If you decide to run Nextcloud yourself (and you probably should), make sure the hardware you use is high performance. If you use old or low performance hardware, you will not have a good time. Things like thumbnails will take an eternity, and file syncing even with the higher performance backend will not be anything close to “speedy”.
## 3: The “Jack of All Trades, Master of None” Problem
As stated in the intro, Nextcloud tries its hardest to support just about anything.
* Files? That was why it was originally made. Yep.
* Contacts? Calendars? Both.
* Photos? Yep.
* Email? Not a server but a client, yes.
* An RSS reader? Sure, why not?
* AI Assistants? Who knows, but it supports them.
* Podcast client syncing? Yes.
* PDF Viewing? Your browser can do that now, but so can Nextcloud.

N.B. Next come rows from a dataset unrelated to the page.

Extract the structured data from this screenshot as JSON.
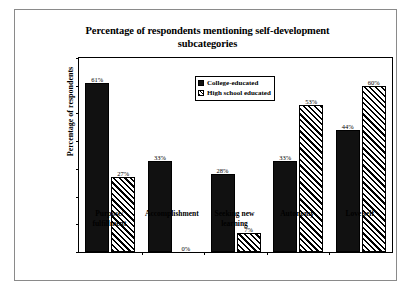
{
  "chart_data": {
    "type": "bar",
    "title": "Percentage of respondents mentioning self-development subcategories",
    "title_line1": "Percentage of respondents mentioning self-development",
    "title_line2": "subcategories",
    "xlabel": "",
    "ylabel": "Percentage of respondents",
    "ylim": [
      0,
      70
    ],
    "ytick_labels": [
      "0%",
      "10%",
      "20%",
      "30%",
      "40%",
      "50%",
      "60%",
      "70%"
    ],
    "ytick_values": [
      0,
      10,
      20,
      30,
      40,
      50,
      60,
      70
    ],
    "grid": false,
    "legend_position": "top-center",
    "categories": [
      "Purpose/ fulfillment",
      "Accomplishment",
      "Seeking new learning",
      "Autonomy",
      "Love self"
    ],
    "category_lines": [
      [
        "Purpose/",
        "fulfillment"
      ],
      [
        "Accomplishment"
      ],
      [
        "Seeking new",
        "learning"
      ],
      [
        "Autonomy"
      ],
      [
        "Love self"
      ]
    ],
    "series": [
      {
        "name": "College-educated",
        "fill": "solid",
        "color": "#111111",
        "values": [
          61,
          33,
          28,
          33,
          44
        ],
        "labels": [
          "61%",
          "33%",
          "28%",
          "33%",
          "44%"
        ]
      },
      {
        "name": "High school educated",
        "fill": "hatch",
        "color": "#000000",
        "values": [
          27,
          0,
          7,
          53,
          60
        ],
        "labels": [
          "27%",
          "0%",
          "7%",
          "53%",
          "60%"
        ]
      }
    ]
  },
  "legend": {
    "items": [
      {
        "label": "College-educated",
        "fill": "solid"
      },
      {
        "label": "High school educated",
        "fill": "hatch"
      }
    ]
  }
}
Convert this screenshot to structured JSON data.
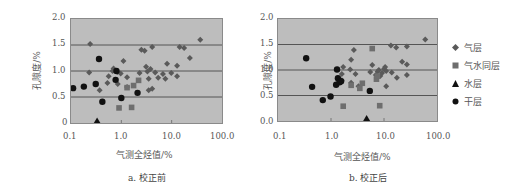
{
  "colors": {
    "plot_bg": "#bdbdbd",
    "gridline": "#555555",
    "gas": "#5a5a5a",
    "gas_water": "#6e6e6e",
    "water": "#111111",
    "dry": "#111111"
  },
  "legend": [
    {
      "name": "气层",
      "marker": "diamond"
    },
    {
      "name": "气水同层",
      "marker": "square"
    },
    {
      "name": "水层",
      "marker": "triangle"
    },
    {
      "name": "干层",
      "marker": "circle"
    }
  ],
  "panels": [
    {
      "ylabel": "孔隙度/%",
      "xlabel": "气测全烃值/%",
      "caption": "a. 校正前",
      "yticks": [
        "2.0",
        "1.5",
        "1.0",
        "0.5",
        "0"
      ],
      "xticks": [
        "0.1",
        "1.0",
        "10.0",
        "100.0"
      ]
    },
    {
      "ylabel": "孔隙度/%",
      "xlabel": "气测全烃值/%",
      "caption": "b. 校正后",
      "yticks": [
        "2.0",
        "1.5",
        "1.0",
        "0.5",
        "0.0"
      ],
      "xticks": [
        "0.1",
        "1.0",
        "10.0",
        "100.0"
      ]
    }
  ],
  "chart_data": [
    {
      "type": "scatter",
      "title": "a. 校正前",
      "xlabel": "气测全烃值/%",
      "ylabel": "孔隙度/%",
      "xscale": "log",
      "xlim": [
        0.1,
        100
      ],
      "ylim": [
        0,
        2.0
      ],
      "grid": "horizontal at 0.5,1.0,1.5",
      "legend_position": "right",
      "series": [
        {
          "name": "气层",
          "marker": "diamond",
          "points": [
            [
              0.24,
              1.52
            ],
            [
              0.23,
              0.97
            ],
            [
              0.37,
              0.63
            ],
            [
              0.53,
              0.77
            ],
            [
              0.56,
              0.9
            ],
            [
              0.67,
              1.0
            ],
            [
              0.7,
              1.05
            ],
            [
              0.84,
              0.98
            ],
            [
              0.85,
              0.75
            ],
            [
              0.97,
              0.95
            ],
            [
              1.1,
              1.19
            ],
            [
              1.3,
              0.88
            ],
            [
              1.3,
              0.69
            ],
            [
              2.3,
              0.96
            ],
            [
              2.5,
              1.41
            ],
            [
              2.9,
              1.39
            ],
            [
              3.1,
              1.08
            ],
            [
              3.3,
              0.99
            ],
            [
              3.5,
              0.85
            ],
            [
              3.5,
              0.63
            ],
            [
              3.8,
              1.04
            ],
            [
              4.1,
              0.66
            ],
            [
              4.1,
              1.46
            ],
            [
              4.7,
              0.97
            ],
            [
              5.4,
              0.87
            ],
            [
              6.7,
              0.94
            ],
            [
              7.5,
              0.85
            ],
            [
              8.1,
              1.14
            ],
            [
              9.8,
              0.96
            ],
            [
              12.8,
              1.1
            ],
            [
              12.8,
              0.9
            ],
            [
              14.4,
              1.46
            ],
            [
              17.7,
              1.44
            ],
            [
              23,
              1.25
            ],
            [
              37,
              1.6
            ]
          ]
        },
        {
          "name": "气水同层",
          "marker": "square",
          "points": [
            [
              0.9,
              0.29
            ],
            [
              1.3,
              0.68
            ],
            [
              1.6,
              0.3
            ],
            [
              1.75,
              0.72
            ],
            [
              2.2,
              0.82
            ]
          ]
        },
        {
          "name": "水层",
          "marker": "triangle",
          "points": [
            [
              0.33,
              0.04
            ]
          ]
        },
        {
          "name": "干层",
          "marker": "circle",
          "points": [
            [
              0.11,
              0.67
            ],
            [
              0.18,
              0.7
            ],
            [
              0.31,
              0.75
            ],
            [
              0.36,
              1.23
            ],
            [
              0.42,
              0.41
            ],
            [
              0.77,
              0.83
            ],
            [
              0.8,
              1.0
            ],
            [
              1.0,
              0.48
            ],
            [
              2.1,
              0.58
            ]
          ]
        }
      ]
    },
    {
      "type": "scatter",
      "title": "b. 校正后",
      "xlabel": "气测全烃值/%",
      "ylabel": "孔隙度/%",
      "xscale": "log",
      "xlim": [
        0.1,
        100
      ],
      "ylim": [
        0,
        2.0
      ],
      "grid": "horizontal at 0.5,1.0,1.5",
      "legend_position": "right",
      "series": [
        {
          "name": "气层",
          "marker": "diamond",
          "points": [
            [
              1.7,
              1.06
            ],
            [
              1.6,
              0.92
            ],
            [
              2.3,
              1.01
            ],
            [
              2.4,
              1.2
            ],
            [
              2.7,
              1.39
            ],
            [
              2.9,
              0.92
            ],
            [
              1.6,
              0.8
            ],
            [
              2.4,
              0.75
            ],
            [
              3.3,
              0.68
            ],
            [
              5.5,
              0.96
            ],
            [
              6.0,
              1.1
            ],
            [
              7.0,
              0.9
            ],
            [
              7.6,
              0.97
            ],
            [
              8.0,
              1.0
            ],
            [
              8.5,
              0.88
            ],
            [
              9.2,
              0.94
            ],
            [
              10.0,
              1.02
            ],
            [
              10.5,
              1.06
            ],
            [
              11.0,
              0.98
            ],
            [
              11.0,
              0.68
            ],
            [
              14.0,
              0.95
            ],
            [
              13.5,
              1.48
            ],
            [
              17.0,
              1.44
            ],
            [
              17.5,
              0.85
            ],
            [
              22.0,
              1.16
            ],
            [
              27,
              1.46
            ],
            [
              27,
              1.11
            ],
            [
              27,
              0.9
            ],
            [
              60,
              1.6
            ]
          ]
        },
        {
          "name": "气水同层",
          "marker": "square",
          "points": [
            [
              1.7,
              0.29
            ],
            [
              2.4,
              0.7
            ],
            [
              3.5,
              0.64
            ],
            [
              3.9,
              0.74
            ],
            [
              6.0,
              1.42
            ],
            [
              7.2,
              0.82
            ],
            [
              7.5,
              0.88
            ],
            [
              8.3,
              0.3
            ]
          ]
        },
        {
          "name": "水层",
          "marker": "triangle",
          "points": [
            [
              4.7,
              0.05
            ]
          ]
        },
        {
          "name": "干层",
          "marker": "circle",
          "points": [
            [
              0.34,
              1.23
            ],
            [
              0.44,
              0.67
            ],
            [
              0.7,
              0.41
            ],
            [
              0.98,
              0.48
            ],
            [
              1.3,
              1.01
            ],
            [
              1.25,
              0.71
            ],
            [
              1.35,
              0.84
            ],
            [
              1.45,
              0.76
            ],
            [
              1.55,
              0.78
            ],
            [
              5.4,
              0.59
            ]
          ]
        }
      ]
    }
  ]
}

* An Element web client for Matrix? Sure?
* Bookmark syncing? You bet.
* Polls? Absolutely.
While many of these are, by Nextcloud's open source nature, exclusively community supported projects, having so many little things will bring all sorts of quality inconsistencies and (in the next section) a problem of size. Most of these options are okay for what they do, but having many okay things together can rapidly just fall apart when compared with less all-in-one options. Sure, the convenience of having all of the things I mentioned and more is worth it for some, but the cost of said convenience is steep.
### 3.5 Problems: The Web Interface
In what is likely a deceptive experiment, I opened the Nextcloud Dashboard on my browsers. On both, it proceeded to grab somewhere between 20 and 30 **megabytes** of HTML, CSS, JavaScript and images. I am not the first person to write about this. Opening anything on a lower end client or using a lower end server feels like I am getting thrown back to the days of modems for something _self-hosted_.
## Conclusion
I will probably not stop using Nextcloud anytime soon. The “Files” feature alone is enough to make me want to keep using it, as I have yet to find something that could replace it. I also have not really bothered looking, because Nextcloud is good enough. Sure, it is not perfect, and it really bothers me, but I still recommend it for the Files functionality alone.
I will not pretend to be intelligent enough to know what if anything can be done to fix Nextcloud's problems. I think, though, that it can be largely fixed. If it ever would get fixed, it would be easy to recommend it for anyone who wants a more self-hosted alternative to the tech giants.
—
Part 82 of #100DaysToOffload
><>
Follow this blog on RSS or on the Fediverse, @[email protected]. Alternatively, follow the author, Sam Therapy, on the Fediverse or Bluesky.